[vorbis-dev] Vorbis license terms?

David Terrell dbt at meat.net
Mon Feb 14 18:06:16 PST 2000



On Mon, Feb 14, 2000 at 09:16:35PM -0500, Lynn Winebarger wrote:
> On Mon, 14 Feb 2000, David Terrell wrote:
> > A BSD-like license (or an MIT-X11 like license, if you'd prefer :)
> > doesn't restrict small corporate developers from building vorbis
> > players.  When you consider that a lot of the adoption curve of
> > vorbis will be getting winamp to support your codec, that's not a
> > small consideration.  Reengineering is certainly possible, but that
> > favors large companies (Microsoft, AOL) over smaller developers who
> > would not have the manpower/resources to build their own alternative.
> > 
>    This all depends on your interest in the adoption curve.  Neither the
> LGPL nor the GPL prevent anyone from using them.   Sometimes a developer
> may have to make a choice between two different incompatibly licensed
> pieces of software, but that's entirely up to the developer.
>    Of course, I have no sympathy for those writing non-free software not
> getting to use free parts.  If proprietary developers want to use someone
> else's software, why shouldn't they have to play on their own terms?

Because the big interests can afford to reimplement at minimal expense, 
especially with GPL code as a "guide".  Small companies, perhaps 
opensource friendly but looking to have some amount of intellectual
property to pay the bills, can't easily afford to do so.  If you're
really serious about protecting your code, the only way to do so is
through the patent system.  If not, why not just throw it open.

Also, vorbis is going to have an uphill fight in the commercial arena, 
where 90% of the userbase still is.  mp3 is heavily entrenched, and
most windows developers have little interest in open sourcing their code.
If you want to see the codec succeed, LGPL is a minimum, but a 
restrictions-free license would boost the adoption of vorbis.
How much of a difference that would make, I don't know.  But it would help
the codec gain acceptance and make it more useful.

> > An LGPL distribution would probably be enough for this to be the
> > case, so the point is somewhat moot.  Since the GPL doesn't prevent
> > redevelopment, it's really on the honor system anyway.  Why not
> > acknowledge that with a more free license?
> 
>    What do you mean by "the honor system"?  There's nothing dishonorable
> about writing one's own implementation of a standard - indeed, I think
> (preferably friendly) competition is a good thing.  Keeps people on their
> toes.  

There's nothing that stops someone from taking GPLed code as a baseline,
writing their own very similar version, and using it.  Or for that matter,
if someone wrote "WinVorbis" and used libvorbis compiled in, is there
any way to know?  Probably not.  That's what I mean by honor system.


-- 
David Terrell             | "Anyone who says that is woefully
Prime Minister, Nebcorp   | underinformed.  IE, reads usenet."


### Instructions to follow
Nothing but an exact copy of the data should be given.

#### Supplied entries ####

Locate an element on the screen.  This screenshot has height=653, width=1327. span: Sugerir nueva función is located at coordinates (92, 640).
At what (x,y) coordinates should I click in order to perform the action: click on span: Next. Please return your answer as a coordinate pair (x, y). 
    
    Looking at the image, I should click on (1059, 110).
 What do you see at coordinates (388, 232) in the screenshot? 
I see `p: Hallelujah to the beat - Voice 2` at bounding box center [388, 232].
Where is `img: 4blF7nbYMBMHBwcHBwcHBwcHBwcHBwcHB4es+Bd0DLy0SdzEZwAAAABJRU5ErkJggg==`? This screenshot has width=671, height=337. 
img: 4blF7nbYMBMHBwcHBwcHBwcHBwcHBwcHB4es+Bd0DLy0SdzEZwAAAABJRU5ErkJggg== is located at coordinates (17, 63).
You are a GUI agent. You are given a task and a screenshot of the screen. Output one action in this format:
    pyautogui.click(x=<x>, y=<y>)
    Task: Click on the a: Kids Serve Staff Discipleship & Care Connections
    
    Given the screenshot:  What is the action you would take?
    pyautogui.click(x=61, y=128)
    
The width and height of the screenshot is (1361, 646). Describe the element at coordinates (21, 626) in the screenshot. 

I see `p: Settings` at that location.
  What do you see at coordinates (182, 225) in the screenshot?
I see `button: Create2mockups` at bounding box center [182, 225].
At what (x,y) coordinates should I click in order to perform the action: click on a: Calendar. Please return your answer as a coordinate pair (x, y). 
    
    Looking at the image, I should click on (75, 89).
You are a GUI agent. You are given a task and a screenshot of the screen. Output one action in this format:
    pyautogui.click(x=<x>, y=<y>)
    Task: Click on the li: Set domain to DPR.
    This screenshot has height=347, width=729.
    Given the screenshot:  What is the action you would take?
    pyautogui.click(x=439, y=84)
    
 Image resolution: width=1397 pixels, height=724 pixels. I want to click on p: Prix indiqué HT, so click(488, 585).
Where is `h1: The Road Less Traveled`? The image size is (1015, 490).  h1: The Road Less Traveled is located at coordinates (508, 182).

####

### Exercise result
Locate an element on the screen.  This screenshot has height=653, width=1327. span: Sugerir nueva función is located at coordinates (92, 640).
At what (x,y) coordinates should I click in order to perform the action: click on span: Next. Please return your answer as a coordinate pair (x, y). 
    
    Looking at the image, I should click on (1059, 110).
 What do you see at coordinates (388, 232) in the screenshot? 
I see `p: Hallelujah to the beat - Voice 2` at bounding box center [388, 232].
Where is `img: 4blF7nbYMBMHBwcHBwcHBwcHBwcHBwcHB4es+Bd0DLy0SdzEZwAAAABJRU5ErkJggg==`? This screenshot has width=671, height=337. 
img: 4blF7nbYMBMHBwcHBwcHBwcHBwcHBwcHB4es+Bd0DLy0SdzEZwAAAABJRU5ErkJggg== is located at coordinates (17, 63).
You are a GUI agent. You are given a task and a screenshot of the screen. Output one action in this format:
    pyautogui.click(x=<x>, y=<y>)
    Task: Click on the a: Kids Serve Staff Discipleship & Care Connections
    
    Given the screenshot:  What is the action you would take?
    pyautogui.click(x=61, y=128)
    
The width and height of the screenshot is (1361, 646). Describe the element at coordinates (21, 626) in the screenshot. 

I see `p: Settings` at that location.
  What do you see at coordinates (182, 225) in the screenshot?
I see `button: Create2mockups` at bounding box center [182, 225].
At what (x,y) coordinates should I click in order to perform the action: click on a: Calendar. Please return your answer as a coordinate pair (x, y). 
    
    Looking at the image, I should click on (75, 89).
You are a GUI agent. You are given a task and a screenshot of the screen. Output one action in this format:
    pyautogui.click(x=<x>, y=<y>)
    Task: Click on the li: Set domain to DPR.
    This screenshot has height=347, width=729.
    Given the screenshot:  What is the action you would take?
    pyautogui.click(x=439, y=84)
    
 Image resolution: width=1397 pixels, height=724 pixels. I want to click on p: Prix indiqué HT, so click(488, 585).
Where is `h1: The Road Less Traveled`? The image size is (1015, 490).  h1: The Road Less Traveled is located at coordinates (508, 182).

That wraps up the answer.